Do we have a responsibility to change societal narratives about pain?

Pain is a part of life. We all experience it and we all see it.

Empathy is the ability to experience the feelings and states of being of others and replicate them as if you were in their shoes.

I can’t watch others in pain. It gets to me.

Observing someone else’s suffering can activate emotions and bring about a deep sense of distress in some of us. It can feel all too real as if it is happening to us.

When we are watching something real-life then this can really hit home. But what about the way pain is shown in settings that aren’t real like cartoons and films? It is well known that what children watch on TV shapes and models their behaviours.

This is confirmed in a recent study by Noel et al (2020) who looked at the portrayal of pain in children’s popular media. The findings are shocking and demand we take pain education more seriously as children have become desensitised.

They found that children engrossed in popular TV programmes are exposed to up to nine incidents of pain for every hour of TV watched, and this is unrealistically and often violently portrayed. Furthermore, empathy and helping is rarely depicted, and unhelpful gender stereotypes abound.

Children’s TV characters don’t show empathy when they witness pain.

Their analysis looked at 10 family movies from 2009 onwards (Despicable Me 2, The Secret Life of Pets, Toy Story 3 & 4, Incredibles 2, Inside Out, Up, Zootopia, Frozen and Finding Dory), as well as popular kids’ TV programmes (Sofia the First, Shimmer and Shine, Paw Patrol, Octonauts, Peppa Pig, Daniel Tiger’s Neighbourhood).

Image: Peppa Pig

Over these movies and TV series the researchers identified:

  • 454 painful incidents – a mean of 8.66 incidents of pain per hour.
  • Violent pain or injury being the most common type of pain depicted (occurring in over two-thirds of instances – 79%).
  • Boy characters much more likely to experience severe pain in comparison with girl characters (according to facial expressions).
  • Examples of everyday pain (i.e. a character falling over or bumping their knee), being much less common, represented in only 20% of incidents.
  • A general lack of empathy from other characters in responding to pain: 75% of painful instances were seen by others, yet in 41% of cases those witnessing it did not respond or where they did they were generally not empathetic.

The researchers from the Univeristy of Bath and University of Calgary want producers to use their influence to re-think how pain is portrayed in order to better equip young people to cope with common, everyday pain which they are more likely to experience but is often forgotten and misunderstood.

As Hurley-Wallace et al (2019) note, acute and chronic pain are widespread issues in children, can have negative impacts on the quality of life of individuals. Pain matters, it needs to be understood, made visible and children need to tune into what it is to be in pain and different types of pain.

Paediatric pain researcher and health psychologist Dr Abbie Jordan says,

Our assessment is that these programmes could do much more to help children understand pain by modelling it in different ways and crucially by showing more empathy when characters experience pain. That’s important for how children interact with others when one of them experiences pain, such as when a friend might fall over in the playground or when they go to the doctors for routine vaccinations.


WORK INSTRUCTION —
Each entry below should be printed exactly, with every image left out.

RECORDS —
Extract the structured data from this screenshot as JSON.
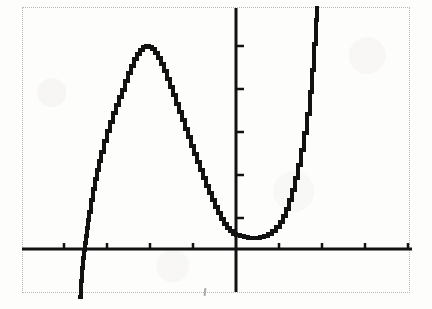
{
  "screen": {
    "title": "Graphing calculator display",
    "description": "Scanned black-and-white graphing calculator screen showing a quartic-like polynomial curve on x and y axes",
    "background_color": "#ffffff",
    "ink_color": "#121212",
    "border_color": "#b9b9b9",
    "border_style": "dotted"
  },
  "chart_data": {
    "type": "line",
    "title": "",
    "subtitle": "",
    "xlabel": "",
    "ylabel": "",
    "legend": [],
    "grid": false,
    "axes": {
      "x_axis_label": "x",
      "y_axis_label": "y",
      "x_axis_pixel_y": 249,
      "y_axis_pixel_x": 236,
      "xlim": [
        -5,
        4.5
      ],
      "ylim": [
        -1.4,
        5.6
      ],
      "x_tick_count": 9,
      "y_tick_count": 5,
      "x_tick_pixels": [
        64,
        107,
        150,
        193,
        279,
        322,
        365,
        408
      ],
      "y_tick_pixels": [
        46,
        89,
        132,
        175,
        218
      ],
      "tick_spacing_px": 43,
      "tick_length_px": 7,
      "axis_line_width_px": 3
    },
    "features": {
      "local_maximum": {
        "x_px": 143,
        "y_px": 47,
        "label": "local maximum"
      },
      "local_minimum": {
        "x_px": 260,
        "y_px": 237,
        "label": "local minimum"
      },
      "left_x_intercept_px": 86,
      "descending_branch_exit_x_px": 80,
      "rising_branch_exit_x_px": 316
    },
    "series": [
      {
        "name": "curve",
        "stroke": "#121212",
        "stroke_width_px": 4,
        "rendering": "stair-stepped pixelated calculator plot",
        "points_px": [
          [
            80,
            297
          ],
          [
            81,
            281
          ],
          [
            82,
            268
          ],
          [
            83,
            258
          ],
          [
            84,
            250
          ],
          [
            85,
            243
          ],
          [
            86,
            236
          ],
          [
            87,
            228
          ],
          [
            88,
            220
          ],
          [
            89,
            212
          ],
          [
            91,
            200
          ],
          [
            93,
            189
          ],
          [
            95,
            179
          ],
          [
            97,
            170
          ],
          [
            99,
            161
          ],
          [
            101,
            152
          ],
          [
            104,
            141
          ],
          [
            107,
            131
          ],
          [
            110,
            122
          ],
          [
            113,
            113
          ],
          [
            116,
            105
          ],
          [
            119,
            97
          ],
          [
            122,
            90
          ],
          [
            125,
            81
          ],
          [
            128,
            73
          ],
          [
            131,
            66
          ],
          [
            134,
            59
          ],
          [
            137,
            54
          ],
          [
            140,
            50
          ],
          [
            143,
            47
          ],
          [
            146,
            46
          ],
          [
            149,
            47
          ],
          [
            152,
            49
          ],
          [
            155,
            53
          ],
          [
            158,
            58
          ],
          [
            161,
            64
          ],
          [
            164,
            71
          ],
          [
            167,
            79
          ],
          [
            170,
            87
          ],
          [
            173,
            95
          ],
          [
            176,
            104
          ],
          [
            179,
            112
          ],
          [
            182,
            120
          ],
          [
            185,
            129
          ],
          [
            188,
            137
          ],
          [
            191,
            146
          ],
          [
            194,
            154
          ],
          [
            197,
            162
          ],
          [
            200,
            170
          ],
          [
            203,
            178
          ],
          [
            206,
            186
          ],
          [
            209,
            193
          ],
          [
            212,
            200
          ],
          [
            215,
            207
          ],
          [
            218,
            213
          ],
          [
            221,
            219
          ],
          [
            224,
            224
          ],
          [
            227,
            228
          ],
          [
            230,
            231
          ],
          [
            233,
            234
          ],
          [
            236,
            235
          ],
          [
            240,
            236
          ],
          [
            244,
            237
          ],
          [
            248,
            238
          ],
          [
            252,
            238
          ],
          [
            256,
            238
          ],
          [
            260,
            237
          ],
          [
            264,
            236
          ],
          [
            268,
            234
          ],
          [
            272,
            231
          ],
          [
            276,
            227
          ],
          [
            280,
            222
          ],
          [
            283,
            216
          ],
          [
            286,
            209
          ],
          [
            289,
            200
          ],
          [
            292,
            190
          ],
          [
            295,
            178
          ],
          [
            298,
            165
          ],
          [
            301,
            150
          ],
          [
            304,
            133
          ],
          [
            307,
            114
          ],
          [
            310,
            92
          ],
          [
            312,
            70
          ],
          [
            314,
            44
          ],
          [
            316,
            20
          ],
          [
            317,
            8
          ]
        ]
      }
    ]
  }
}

RESULT OF THIS EXERCISE —
Extract the structured data from this screenshot as JSON.
{
  "screen": {
    "title": "Graphing calculator display",
    "description": "Scanned black-and-white graphing calculator screen showing a quartic-like polynomial curve on x and y axes",
    "background_color": "#ffffff",
    "ink_color": "#121212",
    "border_color": "#b9b9b9",
    "border_style": "dotted"
  },
  "chart_data": {
    "type": "line",
    "title": "",
    "subtitle": "",
    "xlabel": "",
    "ylabel": "",
    "legend": [],
    "grid": false,
    "axes": {
      "x_axis_label": "x",
      "y_axis_label": "y",
      "x_axis_pixel_y": 249,
      "y_axis_pixel_x": 236,
      "xlim": [
        -5,
        4.5
      ],
      "ylim": [
        -1.4,
        5.6
      ],
      "x_tick_count": 9,
      "y_tick_count": 5,
      "x_tick_pixels": [
        64,
        107,
        150,
        193,
        279,
        322,
        365,
        408
      ],
      "y_tick_pixels": [
        46,
        89,
        132,
        175,
        218
      ],
      "tick_spacing_px": 43,
      "tick_length_px": 7,
      "axis_line_width_px": 3
    },
    "features": {
      "local_maximum": {
        "x_px": 143,
        "y_px": 47,
        "label": "local maximum"
      },
      "local_minimum": {
        "x_px": 260,
        "y_px": 237,
        "label": "local minimum"
      },
      "left_x_intercept_px": 86,
      "descending_branch_exit_x_px": 80,
      "rising_branch_exit_x_px": 316
    },
    "series": [
      {
        "name": "curve",
        "stroke": "#121212",
        "stroke_width_px": 4,
        "rendering": "stair-stepped pixelated calculator plot",
        "points_px": [
          [
            80,
            297
          ],
          [
            81,
            281
          ],
          [
            82,
            268
          ],
          [
            83,
            258
          ],
          [
            84,
            250
          ],
          [
            85,
            243
          ],
          [
            86,
            236
          ],
          [
            87,
            228
          ],
          [
            88,
            220
          ],
          [
            89,
            212
          ],
          [
            91,
            200
          ],
          [
            93,
            189
          ],
          [
            95,
            179
          ],
          [
            97,
            170
          ],
          [
            99,
            161
          ],
          [
            101,
            152
          ],
          [
            104,
            141
          ],
          [
            107,
            131
          ],
          [
            110,
            122
          ],
          [
            113,
            113
          ],
          [
            116,
            105
          ],
          [
            119,
            97
          ],
          [
            122,
            90
          ],
          [
            125,
            81
          ],
          [
            128,
            73
          ],
          [
            131,
            66
          ],
          [
            134,
            59
          ],
          [
            137,
            54
          ],
          [
            140,
            50
          ],
          [
            143,
            47
          ],
          [
            146,
            46
          ],
          [
            149,
            47
          ],
          [
            152,
            49
          ],
          [
            155,
            53
          ],
          [
            158,
            58
          ],
          [
            161,
            64
          ],
          [
            164,
            71
          ],
          [
            167,
            79
          ],
          [
            170,
            87
          ],
          [
            173,
            95
          ],
          [
            176,
            104
          ],
          [
            179,
            112
          ],
          [
            182,
            120
          ],
          [
            185,
            129
          ],
          [
            188,
            137
          ],
          [
            191,
            146
          ],
          [
            194,
            154
          ],
          [
            197,
            162
          ],
          [
            200,
            170
          ],
          [
            203,
            178
          ],
          [
            206,
            186
          ],
          [
            209,
            193
          ],
          [
            212,
            200
          ],
          [
            215,
            207
          ],
          [
            218,
            213
          ],
          [
            221,
            219
          ],
          [
            224,
            224
          ],
          [
            227,
            228
          ],
          [
            230,
            231
          ],
          [
            233,
            234
          ],
          [
            236,
            235
          ],
          [
            240,
            236
          ],
          [
            244,
            237
          ],
          [
            248,
            238
          ],
          [
            252,
            238
          ],
          [
            256,
            238
          ],
          [
            260,
            237
          ],
          [
            264,
            236
          ],
          [
            268,
            234
          ],
          [
            272,
            231
          ],
          [
            276,
            227
          ],
          [
            280,
            222
          ],
          [
            283,
            216
          ],
          [
            286,
            209
          ],
          [
            289,
            200
          ],
          [
            292,
            190
          ],
          [
            295,
            178
          ],
          [
            298,
            165
          ],
          [
            301,
            150
          ],
          [
            304,
            133
          ],
          [
            307,
            114
          ],
          [
            310,
            92
          ],
          [
            312,
            70
          ],
          [
            314,
            44
          ],
          [
            316,
            20
          ],
          [
            317,
            8
          ]
        ]
      }
    ]
  }
}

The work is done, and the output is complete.